Gary and Anita Burney have helped farmers reach customers in other areas through a food hub. Submitted Photo.
Gary and Anita Burney have helped farmers reach customers in other areas through a food hub. Submitted Photo.

Couple works to create a food hub that reaches consumers in multiple states

PINEVILLE, MO. – Problems are always in need of a solution and the last couple of years has proven this to be a fact, not only for large producers but also for small producers and hobby farmers trying to make ends meet. 

Living the rural life is something that requires a special set of skills and vision to till the soil and traverse winter weather to care for livestock. 

As 2020 dawned it was clear that large-scale commercial operations would all but grind to a halt. Large numbers of animals were destroyed, the price of others crashed, or crops were delayed from delivery. This presented a problem for many in the agricultural industry, yet in rural America small farmers and growers did not succumb to the downturn but rather diversified their options.

Enter Gary and Anita Burney, of rural McDonald County, Mo., Gary pastored for 45 years in both Arkansas and Northeast Oklahoma. He teaches business classes at a Christian college in Northwest Arkansas. And Anita, just finds solutions, which is evident by the numerous entrepreneurial exploits to her credit.

Three years ago, the Burneys wanted to fulfill the dream of a simpler life and purchased what they fondly call, Back Acres Homestead, a small acreage lying just north of the Arkansas and Missouri line and reasonably close to Oklahoma. 

As they settled into their rural life, they began to participate in a farmers market at nearby Sims Corner. Anita sold her artwork and Gary sold hotdogs.

Two things began to solidify a new purpose in the minds of the Burneys: the fact a weekend farmer’s market could only allow small farmers and crafters a small window of opportunity to sell their produce or wares and secondly, the pandemic and subsequent food shortages revealed a need for options to provide quality food products to area families. 

“I would watch how local producers would bring their produce to the farmers market and sometimes there were a lot of customers and sometimes barely any,” Anita said. “Then the produce had to be thrown out despite the hard work and investment they had put into growing it.”

The wheels began to turn, and Anita turned to the internet to begin exhaustive research on ways to help the local producers and their potential customers. 

The solution would need to be accessible not just on weekends and would also need to coordinate with multiple producers, and crafters, on a regular basis, 365 days a year, 24/7. A central location and point of contact made sense. By the fall of 2021, the answer to the conundrum was clear – a food hub.

According to the USDA website, a food hub is a centrally located facility with a business management structure facilitating the aggregation, storage, processing, distribution, and/or marketing of locally/regionally produced food products.

While the concept is not new, it has been underutilized until about 2008, even now there are roughly 226 actual food hubs across the nation. Arkansas, Oklahoma and Kansas only have two registered locations each and Missouri only has three.

By November 2021, Farms2Familes Bear Mountain was birthed. 

Submitted Photo

With their current and past business experience and proximity to three of the four states, it made sense to create a centralized location while coordinating with local producers, compiling updated lists of products, then providing marketing and access to buyers through an e-commerce site. The couple offers local pickup at the Bear Mountain location or designated locations within a 20-mile radius of the farm on a schedule. 

“We are a link between growers, producers, artisans, gardeners and the local consumers,” Anita notes.

From a business standpoint, the hub will consolidate all the qualities of a cooperative business model arrangement with the Burneys providing the coordination, planning, social media outreach, website management and sales collection for area clients. There will be memberships for potential customers with the benefit of all the coordination and marketing being handled in one location.

“On the heels of the recent issues facing the commercial food delivery system; economic impacts, supply chain delays, food scarcity and uncertainty whether certain products will ever recover. We realized that we have an untapped resource of growers and producers that can supply our neighbors quite well if there was a way to collectively promote them,” Gary states.

The upside to locally-grown livestock or produce is customers know where the food is coming from and know they can receive their order in a timely and professional manner. 

This concept fills a need for those finding themselves looking for local homegrown products and the producer who needs to sell their products, in which they have an investment out of pocket. 

“This is not a replacement for area food pantries who fill a very important need for families at another level,” Anita said. “But a way for safe quality food grown locally. At the same time also increasing the revenue of area growers with a return on their hard work and investment.”

The couple plan to also coordinate with area natural educators on cooking, composting, wool spinning and outdoor cooking techniques among other things. They will also feature homemade health care products made from natural ingredients, such as soap. There will even be a space for families with no acreage to be part of the Grower Partnership program, where the Burneys provide the space, the water, a tool shed and will split the cost of seed. The member provides the labor and then split the harvest 50/50.

“We help the community find fresh produce and locally raised USDA-approved meat,” Anita offers. “By doing so, we are getting back to neighbors helping neighbors.”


### Task prompt
Write out only the tail of the records, beginning at the line containing "Image size is 1024px×768px." and including the last line, exactly as written.

(Stored data entries)
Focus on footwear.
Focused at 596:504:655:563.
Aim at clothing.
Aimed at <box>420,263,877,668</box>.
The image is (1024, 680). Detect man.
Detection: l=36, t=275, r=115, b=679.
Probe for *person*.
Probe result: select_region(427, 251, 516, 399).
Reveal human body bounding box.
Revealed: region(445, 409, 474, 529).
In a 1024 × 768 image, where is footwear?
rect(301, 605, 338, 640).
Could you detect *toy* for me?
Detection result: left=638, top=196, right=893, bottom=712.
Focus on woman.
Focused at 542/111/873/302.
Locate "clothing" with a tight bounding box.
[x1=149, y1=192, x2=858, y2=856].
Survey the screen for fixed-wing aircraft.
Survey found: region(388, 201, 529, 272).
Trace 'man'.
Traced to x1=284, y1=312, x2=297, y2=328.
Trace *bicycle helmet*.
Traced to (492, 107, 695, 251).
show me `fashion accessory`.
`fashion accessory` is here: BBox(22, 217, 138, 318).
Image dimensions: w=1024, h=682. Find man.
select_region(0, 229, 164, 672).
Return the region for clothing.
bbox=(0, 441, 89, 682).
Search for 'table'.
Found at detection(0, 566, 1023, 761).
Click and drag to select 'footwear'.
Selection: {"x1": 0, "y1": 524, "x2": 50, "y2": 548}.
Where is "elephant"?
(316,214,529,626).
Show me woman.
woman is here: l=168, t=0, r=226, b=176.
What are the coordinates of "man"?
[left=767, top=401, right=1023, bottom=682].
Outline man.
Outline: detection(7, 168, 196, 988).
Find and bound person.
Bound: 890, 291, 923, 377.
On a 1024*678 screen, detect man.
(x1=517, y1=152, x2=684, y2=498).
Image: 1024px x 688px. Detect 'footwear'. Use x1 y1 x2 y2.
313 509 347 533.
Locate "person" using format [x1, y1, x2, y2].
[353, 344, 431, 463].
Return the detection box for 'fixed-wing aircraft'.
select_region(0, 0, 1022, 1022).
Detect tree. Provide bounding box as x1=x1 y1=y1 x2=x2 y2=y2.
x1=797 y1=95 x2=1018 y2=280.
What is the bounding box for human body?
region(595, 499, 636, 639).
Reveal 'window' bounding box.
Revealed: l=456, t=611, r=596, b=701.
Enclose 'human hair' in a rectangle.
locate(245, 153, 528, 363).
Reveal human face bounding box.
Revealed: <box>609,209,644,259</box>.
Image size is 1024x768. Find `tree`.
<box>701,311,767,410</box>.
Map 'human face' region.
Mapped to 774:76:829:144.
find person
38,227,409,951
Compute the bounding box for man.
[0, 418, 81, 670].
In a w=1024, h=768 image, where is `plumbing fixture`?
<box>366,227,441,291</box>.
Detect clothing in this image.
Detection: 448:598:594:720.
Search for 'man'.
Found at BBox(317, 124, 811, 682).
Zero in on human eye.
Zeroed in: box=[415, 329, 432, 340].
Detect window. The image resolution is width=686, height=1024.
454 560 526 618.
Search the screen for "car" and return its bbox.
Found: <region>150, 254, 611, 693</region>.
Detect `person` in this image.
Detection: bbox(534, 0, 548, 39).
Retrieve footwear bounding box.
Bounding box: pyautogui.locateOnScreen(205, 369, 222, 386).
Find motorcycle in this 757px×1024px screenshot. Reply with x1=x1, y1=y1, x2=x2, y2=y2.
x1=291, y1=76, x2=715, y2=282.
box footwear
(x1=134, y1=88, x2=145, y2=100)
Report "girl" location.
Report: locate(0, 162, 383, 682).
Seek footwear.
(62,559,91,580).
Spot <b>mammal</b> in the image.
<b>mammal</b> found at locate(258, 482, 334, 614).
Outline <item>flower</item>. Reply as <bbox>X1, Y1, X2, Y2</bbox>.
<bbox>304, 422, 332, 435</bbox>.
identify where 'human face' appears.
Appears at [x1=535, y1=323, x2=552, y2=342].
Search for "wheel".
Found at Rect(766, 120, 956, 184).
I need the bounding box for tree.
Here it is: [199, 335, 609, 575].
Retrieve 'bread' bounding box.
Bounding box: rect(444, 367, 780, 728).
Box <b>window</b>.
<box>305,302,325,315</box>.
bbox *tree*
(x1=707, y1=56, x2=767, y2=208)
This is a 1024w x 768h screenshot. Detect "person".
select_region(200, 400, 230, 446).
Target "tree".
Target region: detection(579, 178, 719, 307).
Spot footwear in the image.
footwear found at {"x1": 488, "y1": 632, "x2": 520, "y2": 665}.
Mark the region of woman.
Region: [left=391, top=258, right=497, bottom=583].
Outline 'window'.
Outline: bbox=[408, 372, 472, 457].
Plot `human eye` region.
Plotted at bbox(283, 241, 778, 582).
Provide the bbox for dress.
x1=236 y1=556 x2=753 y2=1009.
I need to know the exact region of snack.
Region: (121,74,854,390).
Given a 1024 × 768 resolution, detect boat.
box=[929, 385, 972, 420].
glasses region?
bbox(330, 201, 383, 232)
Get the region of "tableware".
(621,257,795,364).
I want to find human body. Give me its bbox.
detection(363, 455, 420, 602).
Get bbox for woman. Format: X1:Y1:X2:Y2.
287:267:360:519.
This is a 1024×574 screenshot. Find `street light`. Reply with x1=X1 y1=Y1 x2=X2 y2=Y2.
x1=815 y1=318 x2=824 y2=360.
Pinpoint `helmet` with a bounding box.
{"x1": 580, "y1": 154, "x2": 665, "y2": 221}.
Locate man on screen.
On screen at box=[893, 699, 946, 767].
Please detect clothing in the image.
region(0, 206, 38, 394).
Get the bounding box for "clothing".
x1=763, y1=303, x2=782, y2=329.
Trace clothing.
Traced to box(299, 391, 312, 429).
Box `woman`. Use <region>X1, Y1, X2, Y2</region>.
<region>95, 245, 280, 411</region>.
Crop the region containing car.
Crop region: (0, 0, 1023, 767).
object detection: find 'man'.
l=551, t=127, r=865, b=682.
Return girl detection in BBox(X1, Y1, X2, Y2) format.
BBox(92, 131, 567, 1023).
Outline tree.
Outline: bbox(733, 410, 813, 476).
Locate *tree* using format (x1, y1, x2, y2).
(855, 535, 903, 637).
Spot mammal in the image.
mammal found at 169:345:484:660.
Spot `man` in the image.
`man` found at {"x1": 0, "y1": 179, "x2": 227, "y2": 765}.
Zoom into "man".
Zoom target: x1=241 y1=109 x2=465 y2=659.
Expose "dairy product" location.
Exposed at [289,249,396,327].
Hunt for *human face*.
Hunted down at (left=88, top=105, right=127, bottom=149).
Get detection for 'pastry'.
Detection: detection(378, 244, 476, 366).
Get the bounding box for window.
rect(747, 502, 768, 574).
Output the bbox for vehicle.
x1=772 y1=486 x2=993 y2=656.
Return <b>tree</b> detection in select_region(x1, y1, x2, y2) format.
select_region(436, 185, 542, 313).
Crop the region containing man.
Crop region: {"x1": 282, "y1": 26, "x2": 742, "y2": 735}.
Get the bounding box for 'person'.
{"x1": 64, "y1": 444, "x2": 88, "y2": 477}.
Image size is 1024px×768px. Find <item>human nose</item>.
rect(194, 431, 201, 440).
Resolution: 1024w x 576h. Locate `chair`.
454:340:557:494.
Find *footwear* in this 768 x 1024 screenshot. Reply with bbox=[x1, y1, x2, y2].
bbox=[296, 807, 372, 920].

### The answer
Image size is 1024px×768px. Find <item>human nose</item>.
rect(194, 431, 201, 440).
Resolution: 1024w x 576h. Locate `chair`.
454:340:557:494.
Find *footwear* in this 768 x 1024 screenshot. Reply with bbox=[x1, y1, x2, y2].
bbox=[296, 807, 372, 920].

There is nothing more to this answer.